I'm probably going to lose some friends over this, and that's a shame, but it doesn't change the truth.
I get that some people are sports fans and some people are Penn State fans and some people are Joe Paterno fans. That's fine. I'm not a sports fan, and I honestly kind of dislike the whole sports business, but I don't hassle people about it. It would be no more right of me to do that than it was for a lot of bullies and trend-followers to ostracize and harass me as a kid in part because I *wasn't* a fan.
But I think you should know that every time I see one of these tearful eulogies for Joe Paterno, it kind of makes me throw up in my mouth.
The guy was a football coach, and the only thing that makes that a thing of meaning or relevance is the number of people who are willing to pay big money to watch a bunch of meatheads beat the shit out of each other chasing an inflated ball around.
I've never been a huge sports fan, but I try to understand. Not everybody's a huge music fan either, and plenty of people put up with my music and don't bitch...but you're also not going to see me posting feather-masked photoshops of Gary Glitter with his lyrics in Edwardian script and a beam of heavenly light shining on a guitar with his profile superimposed.
He didn't cure cancer. He didn't bring peace. He didn't add any great works of art to the body of human creativity. He didn't create new governments or open new frontiers of physical or intellectual exploration.
What he did do was coach a college football team, and turn his back on a situation that involved several young - pre-adolescent - men being sexually groped, molested, abused, and harassed.
I don't much give a damn how well he could induce jocks to throw a ball around. That doesn't solve any problems or add anything of value to the world, save the artificial value attached by sports fans to their teams and the victories of those teams.
Yeah, I know. Sports teams fund colleges. I happen to think that's kind of sick, myself, that our institutions of higher learning are held hostage by the least intellectual pursuits possible. But I get it. Sports = money. Fine.
But that's no excuse to beatify a guy whose greatest legacy is enabling a sexual predator of children to hunt.
Am I vaguely sorry that the guy's dead, for the sake of his family? Sure, I'm not inhuman or unreasonable nor am I a lynch mob.
But all things considered...yeah. I hope people understand that while YOU might be seeing some tearful and profound quote from a "great man," I see the disturbing, selfish, and inexplicable whitewashing of the reputation of an accomplice to child rape.
I just thought you, my friends who have been pushing all the pretty "RIP" messages and graphics the last couple of days, should know that.
(I'm tempted to push a bunch of "tribute" graphics with Jerry Lee Lewis talking about how awesome it was to marry his 13 year old cousin, or R. Kelly extolling the virtues of pissing on high school girls, just to drive the point home, but I won't. )
I'm just asking folks to question their priorities. As yourselves what amount of money or publicity Paterno could possibly have brought to Penn State that was worth sacrificing the innocence of an unknown number of pre-teen boys. How many Rose Bowls or Orange Bowls would PS have had to win, to make the molestation of those boys worthwhile? Clearly there are some people who think such a number exists; I just wonder what that number is.
Penn State's football program as it exists today is the direct result of a bunch of adults, including Joe Paterno, failing to do the right thing when a sexual predator used that program as a meat market. They're going to have to do a lot of work to change that. As far as I'm concerned, every dime made by the football program while Paterno and Sandusky were involved should be given to the victims.
Every. Dime.
Nobody's perfect, and that's fine, but I start to have problems with that when we're casually overlooking the rape of little kids in order to preserve our dearly-held allegiance to the college football coach who knew it was happening and did nothing to stop it. We’re not talking about an inappropriate seduction of a teenager here, or the sexless arranged marriage of a child of nine or ten years, as sometimes happens in parts of the world. We’re not talking about a couple of teenagers discovering the joys of a few rounds of hide-the-salami. We’re not even talking about a profoundly disturbed but at least positively-motivated weird who fell in love with a 14 year old when he was 30 – sick as that is, at least it has the possibility of redeeming feature – there is, after all, love involved, as inappropriate as that may be according to our values and laws.
But we’re talking about an adult man abusing his power to enable the buggering of ten year old boys. There’s pretty much no way to make that shine, no matter HOW liberal your sexual attitudes might be.
In the case of Paterno, we’re talking about a full-grown man who failed to put a stop to this crime when he was informed of it. He didn’t contact police, or the media. He didn’t file charges or offer testimony as a witness. He tried to hide it, for the good of the program.
That is wrong, and it is wrong enough that I don’t think the man deserves this deification and “Oh JoePa my JoePa How Great Thou Art” routine.
I find it profoundly disturbing and depressing that we consider the material success of a college football program to be a more relevant issue at hand than the abuse of a bunch of little kids at the hands of that same program.
Yeah, Joe Paterno’s a human being and was in a tough situation he didn’t ask to be in, and he’s dead now and both he and his family have my sympathy.
Not as much as those kids do, though…and he sure as hell doesn’t have my respect.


§ What is needed:
Would you print exactly the lines that begin the listing and continue through the line holding "pyautogui.click(x=<x>, y=<y>)"? No pictures, please.

***

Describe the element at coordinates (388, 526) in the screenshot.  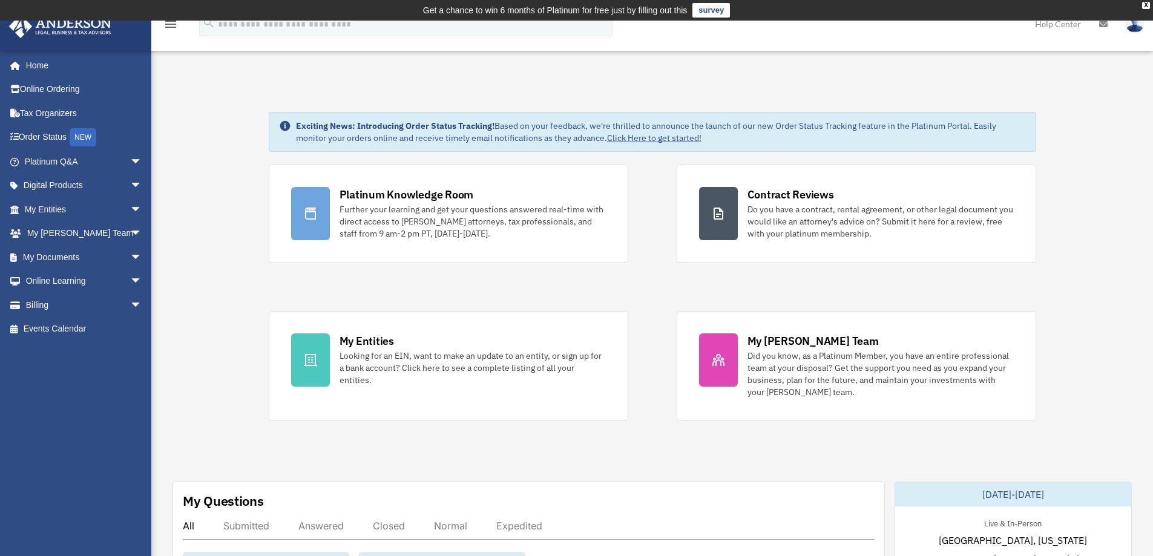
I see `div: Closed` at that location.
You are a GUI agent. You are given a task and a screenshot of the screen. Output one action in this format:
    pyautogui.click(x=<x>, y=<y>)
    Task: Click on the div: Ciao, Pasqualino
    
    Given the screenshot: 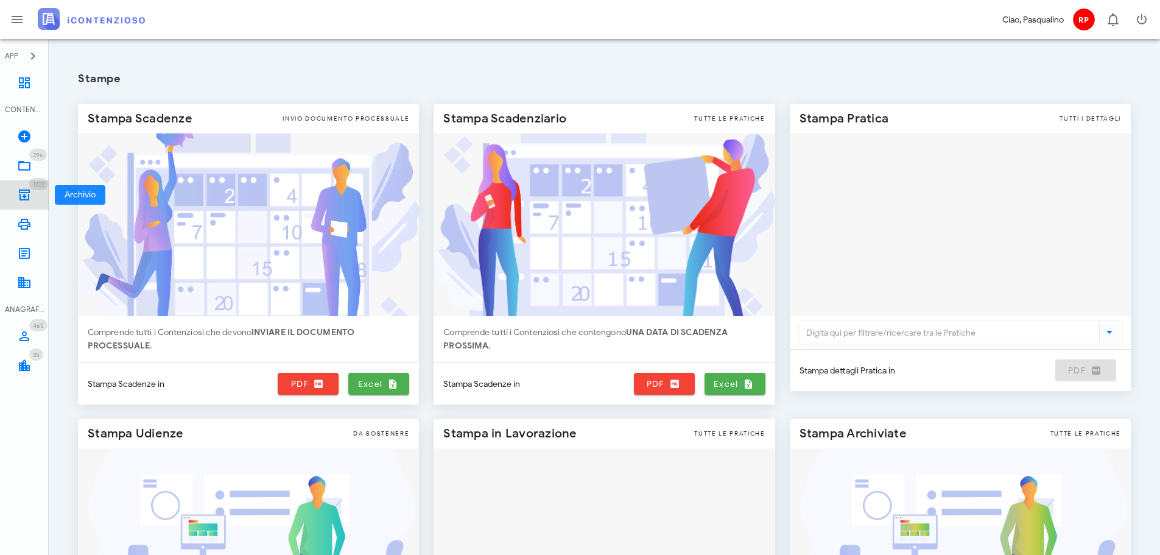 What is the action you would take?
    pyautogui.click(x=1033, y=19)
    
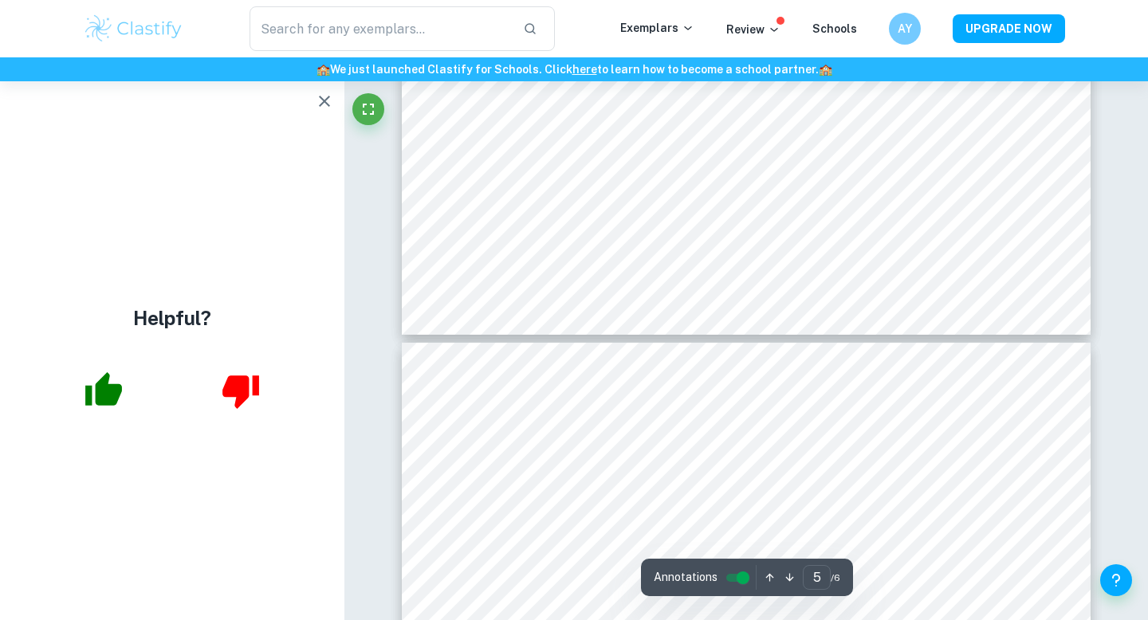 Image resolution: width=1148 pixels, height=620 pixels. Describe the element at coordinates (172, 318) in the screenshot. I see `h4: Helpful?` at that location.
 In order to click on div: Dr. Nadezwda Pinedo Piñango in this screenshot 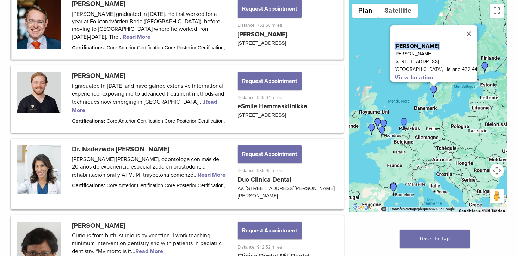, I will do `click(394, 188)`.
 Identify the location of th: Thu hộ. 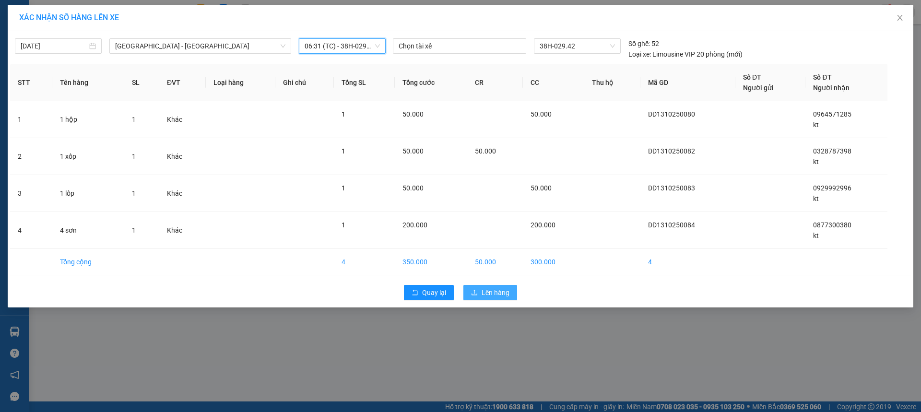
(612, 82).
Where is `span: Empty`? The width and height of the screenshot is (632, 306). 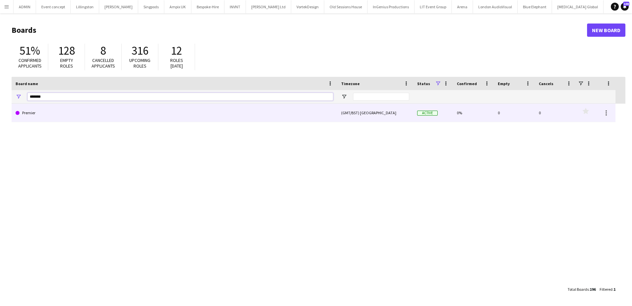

***

§ Task result:
Describe the element at coordinates (388, 526) in the screenshot.  
I see `div: Closed` at that location.
You are a GUI agent. You are given a task and a screenshot of the screen. Output one action in this format:
    pyautogui.click(x=<x>, y=<y>)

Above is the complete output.